Getting started

This is only quick overview for getting started. Corpus loading, text preprocessing, etc. are explained in depth in the respective chapters.

Loading a built-in text corpus

Once you have installed tmtoolkit, you can start by loading a built-in dataset. Let’s import the Corpus class first and have a look which datasets are available:

[1]:
from tmtoolkit.corpus import Corpus

Corpus.builtin_corpora()
[1]:
['de-parlspeech-v2-sample-bundestag',
 'en-NewsArticles',
 'en-parlspeech-v2-sample-houseofcommons',
 'es-parlspeech-v2-sample-congreso',
 'nl-parlspeech-v2-sample-tweedekamer']

Let’s load one of these corpora, the News Articles dataset from Harvard Dataverse:

[2]:
corpus = Corpus.from_builtin_corpus('en-NewsArticles')
corpus
[2]:
<Corpus [3824 documents]>

We can have a look which documents were loaded (showing only the first ten document labels):

[3]:
corpus.doc_labels[:10]
[3]:
['NewsArticles-1',
 'NewsArticles-10',
 'NewsArticles-100',
 'NewsArticles-1000',
 'NewsArticles-1001',
 'NewsArticles-1002',
 'NewsArticles-1003',
 'NewsArticles-1004',
 'NewsArticles-1005',
 'NewsArticles-1006']

The first 100 characters from the the document NewsArticles-1:

[4]:
corpus['NewsArticles-1'][:100]
[4]:
'Betsy DeVos Confirmed as Education Secretary, With Pence Casting Historic Tie-Breaking Vote\n\nMichiga'

The Corpus class is for loading and managing plain text corpora, i.e. a set of documents with a label and their content as text strings. It resembles a Python dictionary.
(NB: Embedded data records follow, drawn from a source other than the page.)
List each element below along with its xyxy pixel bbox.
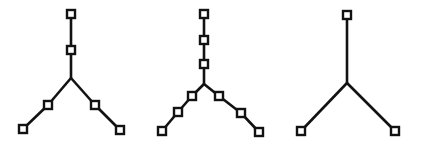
tree-node-internal bbox=[91, 101, 99, 109]
tree-node-leaf bbox=[116, 126, 124, 134]
tree-node-internal bbox=[200, 36, 208, 44]
tree-right-edges bbox=[301, 15, 395, 131]
tree-node-root-leaf bbox=[343, 11, 351, 19]
tree-node-internal bbox=[237, 109, 245, 117]
tree-node-root-leaf bbox=[67, 10, 75, 18]
tree-node-leaf bbox=[158, 127, 166, 135]
tree-node-internal bbox=[67, 46, 75, 54]
nodes-layer bbox=[19, 10, 399, 136]
tree-node-internal bbox=[200, 60, 208, 68]
tree-middle-nodes bbox=[158, 10, 263, 136]
tree-edge bbox=[347, 83, 395, 131]
tree-node-internal bbox=[174, 108, 182, 116]
tree-node-leaf bbox=[391, 127, 399, 135]
tree-node-leaf bbox=[255, 128, 263, 136]
tree-node-root-leaf bbox=[200, 10, 208, 18]
tree-edge bbox=[301, 83, 347, 131]
tree-diagram-svg bbox=[0, 0, 423, 149]
tree-node-internal bbox=[188, 92, 196, 100]
tree-left-edges bbox=[23, 14, 120, 130]
edges-layer bbox=[23, 14, 395, 132]
tree-node-internal bbox=[215, 92, 223, 100]
tree-node-leaf bbox=[19, 125, 27, 133]
tree-node-leaf bbox=[297, 127, 305, 135]
figure-panel bbox=[0, 0, 423, 149]
tree-node-internal bbox=[44, 101, 52, 109]
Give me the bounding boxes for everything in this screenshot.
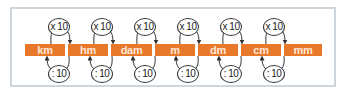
unit-cm: cm: [241, 44, 281, 56]
divide-10-label: : 10: [48, 65, 70, 83]
divide-10-label: : 10: [220, 65, 242, 83]
divide-10-label: : 10: [177, 65, 199, 83]
unit-m: m: [155, 44, 195, 56]
unit-hm: hm: [68, 44, 108, 56]
unit-km: km: [25, 44, 65, 56]
divide-10-label: : 10: [263, 65, 285, 83]
multiply-10-label: x 10: [91, 18, 113, 36]
divide-10-label: : 10: [91, 65, 113, 83]
multiply-10-label: x 10: [134, 18, 156, 36]
multiply-10-label: x 10: [263, 18, 285, 36]
unit-mm: mm: [284, 44, 322, 56]
multiply-10-label: x 10: [48, 18, 70, 36]
divide-10-label: : 10: [134, 65, 156, 83]
multiply-10-label: x 10: [220, 18, 242, 36]
unit-dm: dm: [198, 44, 238, 56]
multiply-10-label: x 10: [177, 18, 199, 36]
unit-dam: dam: [111, 44, 152, 56]
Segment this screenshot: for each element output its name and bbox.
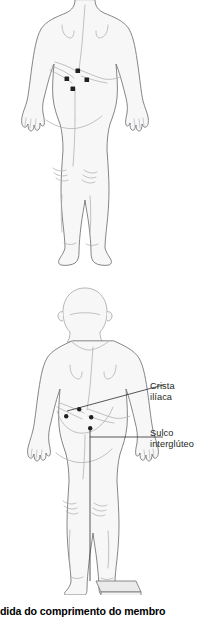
marker-gluteal-cleft	[71, 87, 76, 92]
marker-iliac-crest-left	[65, 77, 70, 82]
lower-body-silhouette	[28, 341, 159, 595]
figure-caption: dida do comprimento do membro	[0, 605, 202, 617]
upper-body-outline	[22, 0, 149, 265]
block-front-face	[101, 592, 141, 595]
ear-right	[107, 312, 112, 321]
marker-iliac-crest-center	[76, 69, 81, 74]
marker-iliac-crest-left	[64, 414, 68, 418]
lower-body-outline	[28, 341, 159, 595]
elevation-block	[96, 581, 143, 595]
upper-figure-illustration	[0, 0, 202, 290]
anatomy-figure: Crista ilíaca Sulco interglúteo dida do …	[0, 0, 202, 625]
label-crista-iliaca: Crista ilíaca	[150, 381, 175, 402]
block-top-face	[96, 581, 141, 592]
head-outline	[63, 288, 107, 342]
marker-gluteal-cleft	[88, 426, 92, 430]
marker-iliac-crest-center	[77, 407, 81, 411]
upper-body-silhouette	[22, 0, 149, 265]
label-sulco-interglúteo: Sulco interglúteo	[150, 428, 194, 449]
marker-iliac-crest-right	[89, 415, 93, 419]
ear-left	[58, 312, 63, 321]
lower-figure-head	[58, 288, 112, 342]
upper-figure-panel	[0, 0, 202, 290]
marker-iliac-crest-right	[85, 78, 90, 83]
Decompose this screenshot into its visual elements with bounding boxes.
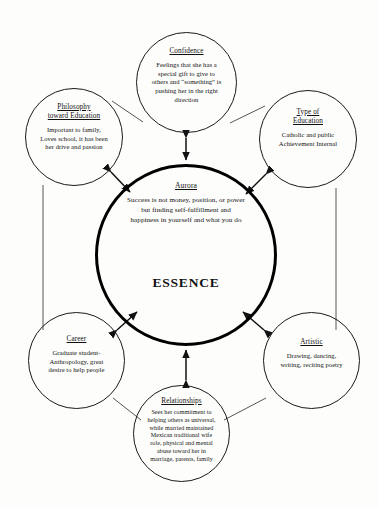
node-confidence: Confidence Feelings that she has a speci… bbox=[136, 32, 237, 133]
node-philosophy: Philosophy toward Education Important to… bbox=[25, 88, 123, 186]
node-relationships-title: Relationships bbox=[161, 397, 201, 406]
center-node-essence-label: ESSENCE bbox=[98, 275, 274, 291]
node-type-of-education: Type of Education Catholic and public Ac… bbox=[259, 90, 357, 188]
node-artistic-title: Artistic bbox=[300, 338, 322, 347]
node-type-of-education-body: Catholic and public Achievement Internal bbox=[279, 131, 337, 148]
node-artistic-body: Drawing, dancing, writing, reciting poet… bbox=[280, 352, 342, 369]
node-career-body: Graduate student- Anthropology, great de… bbox=[49, 349, 105, 375]
node-type-of-education-title: Type of Education bbox=[293, 108, 323, 126]
center-node-title: Aurora bbox=[175, 181, 197, 190]
node-confidence-body: Feelings that she has a special gift to … bbox=[152, 61, 222, 105]
center-node-essence: Aurora Success is not money, position, o… bbox=[95, 164, 277, 346]
node-career-title: Career bbox=[67, 335, 87, 344]
center-node-body: Success is not money, position, or power… bbox=[127, 196, 245, 226]
node-career: Career Graduate student- Anthropology, g… bbox=[28, 312, 125, 409]
node-confidence-title: Confidence bbox=[169, 47, 203, 56]
node-relationships-body: Sees her commitment to helping others as… bbox=[147, 409, 215, 464]
node-philosophy-title: Philosophy toward Education bbox=[48, 103, 101, 121]
essence-concept-map-page: Aurora Success is not money, position, o… bbox=[0, 0, 379, 508]
node-relationships: Relationships Sees her commitment to hel… bbox=[133, 385, 230, 482]
node-artistic: Artistic Drawing, dancing, writing, reci… bbox=[263, 312, 360, 409]
node-philosophy-body: Important to family, Loves school, it ha… bbox=[40, 126, 108, 152]
link-confidence-typeofeducation bbox=[230, 106, 265, 123]
link-relationships-artistic bbox=[224, 398, 266, 420]
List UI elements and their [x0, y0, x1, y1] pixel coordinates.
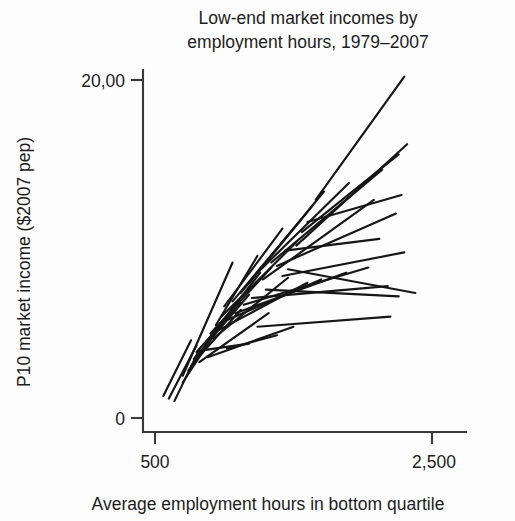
data-line-segment: [296, 144, 407, 245]
data-series-group: [163, 77, 415, 401]
data-line-segment: [257, 317, 390, 327]
x-tick-label-left: 500: [140, 452, 169, 472]
x-axis-title: Average employment hours in bottom quart…: [92, 494, 445, 514]
chart-title-line-1: Low-end market incomes by: [199, 8, 418, 28]
x-tick-label-right: 2,500: [412, 452, 456, 472]
chart-title-line-2: employment hours, 1979–2007: [187, 32, 428, 52]
chart-canvas: Low-end market incomes by employment hou…: [0, 0, 515, 521]
y-tick-label-top: 20,00: [81, 71, 125, 91]
chart-figure: Low-end market incomes by employment hou…: [0, 0, 515, 521]
y-axis-title: P10 market income ($2007 pep): [14, 137, 34, 387]
data-line-segment: [316, 77, 405, 200]
y-tick-label-bottom: 0: [115, 409, 125, 429]
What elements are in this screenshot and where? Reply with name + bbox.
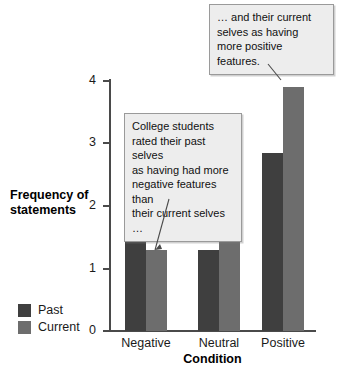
annotation-line: as having had more [132,163,234,178]
y-tick-label-2: 2 [66,199,96,212]
bar-negative-current [146,250,167,331]
annotation-line: their current selves … [132,206,234,235]
legend-label-past: Past [38,304,63,317]
legend-item-current: Current [18,319,80,336]
y-tick-label-4: 4 [66,74,96,87]
bar-positive-current [283,87,304,331]
annotation-line: College students [132,119,234,134]
y-tick-label-1: 1 [66,262,96,275]
annotation-line: more positive features. [217,39,326,68]
legend-item-past: Past [18,302,80,319]
annotation-callout-positive: … and their current selves as having mor… [209,4,334,75]
annotation-callout-negative: College students rated their past selves… [124,113,242,242]
y-tick-2 [103,205,110,207]
y-tick-0 [103,330,110,332]
annotation-line: negative features than [132,177,234,206]
annotation-line: rated their past selves [132,134,234,163]
x-axis-title: Condition [109,352,316,366]
x-tick-label-positive: Positive [238,336,328,350]
bar-chart-figure: Frequency of statements 4 3 2 1 0 Negati… [0,0,338,385]
legend-label-current: Current [38,321,80,334]
legend: Past Current [18,302,80,336]
bar-positive-past [262,153,283,331]
y-tick-4 [103,80,110,82]
y-tick-label-3: 3 [66,136,96,149]
annotation-line: … and their current [217,10,326,25]
annotation-line: selves as having [217,25,326,40]
bar-neutral-current [219,234,240,331]
bar-neutral-past [198,250,219,331]
legend-swatch-current-icon [18,321,31,334]
y-tick-1 [103,268,110,270]
legend-swatch-past-icon [18,304,31,317]
y-tick-3 [103,142,110,144]
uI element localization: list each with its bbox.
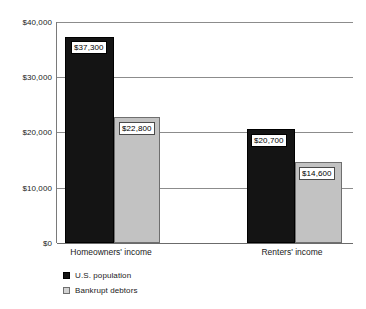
legend-item-bankrupt-debtors[interactable]: Bankrupt debtors <box>63 284 138 296</box>
legend: U.S. population Bankrupt debtors <box>63 269 138 299</box>
y-axis-tick-label: $40,000 <box>0 18 52 27</box>
value-label-homeowners-bankrupt-debtors: $22,800 <box>119 122 155 135</box>
legend-item-label: Bankrupt debtors <box>75 286 138 295</box>
bar-homeowners-bankrupt-debtors[interactable] <box>114 117 160 243</box>
y-axis-tick-label: $30,000 <box>0 73 52 82</box>
bar-chart: $40,000 $30,000 $20,000 $10,000 $0 $37,3… <box>0 0 366 309</box>
value-label-renters-us-population: $20,700 <box>251 134 287 147</box>
legend-swatch-icon <box>63 272 70 279</box>
plot-area: $37,300 $22,800 $20,700 $14,600 <box>56 22 352 243</box>
axis-baseline <box>57 243 353 244</box>
value-label-renters-bankrupt-debtors: $14,600 <box>299 167 335 180</box>
gridline-40000 <box>57 22 353 23</box>
legend-item-us-population[interactable]: U.S. population <box>63 269 138 281</box>
x-axis-label-renters: Renters' income <box>240 247 344 258</box>
y-axis-tick-label: $0 <box>0 239 52 248</box>
legend-swatch-icon <box>63 287 70 294</box>
bar-homeowners-us-population[interactable] <box>65 37 114 243</box>
y-axis-tick-label: $10,000 <box>0 184 52 193</box>
y-axis-tick-label: $20,000 <box>0 128 52 137</box>
legend-item-label: U.S. population <box>75 271 131 280</box>
x-axis-label-homeowners: Homeowners' income <box>56 247 166 258</box>
value-label-homeowners-us-population: $37,300 <box>71 41 107 54</box>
See working with text corpora for more information.

Tokenizing a corpus

For quantitative text analysis, you usually work with words in documents as units of interest. This means the plain text strings in the corpus’ documents need to be split up into individual tokens (words, punctuation, etc.). For a quick starter, we can do so by using tokenize after we have specified the language that is used via init_for_language.

[5]:
from tmtoolkit.preprocess import init_for_language, tokenize

doc_labels = corpus.doc_labels   # save the document labels as list for later use

init_for_language('en')   # we use an English corpus
docs = tokenize(list(corpus.values()))

The function tokenize() takes a sequence of text strings, tokenizes them and returns a list of tokenized spaCy documents:

[6]:
type(docs)
[6]:
list
[7]:
type(docs[0])
[7]:
spacy.tokens.doc.Doc

Each document in docs in turn is a list of token strings (words, punctuation). Let’s peek into the first document (index 0) and return the first ten tokens from it:

[8]:
docs[0][:10]
[8]:
Betsy DeVos Confirmed as Education Secretary, With Pence Casting

docs and doc_labels are aligned, i.e. the first element in doc_labels is the label of the first tokenized document in docs:

[9]:
doc_labels[0]
[9]:
'NewsArticles-1'

Tokenization is part of text preprocessing, which also includes several transformations that you can apply to the tokens (e.g. transform all to lower case). The chapter on text preprocessing explains this in much more detail. Next, we proceed with working with text corpora.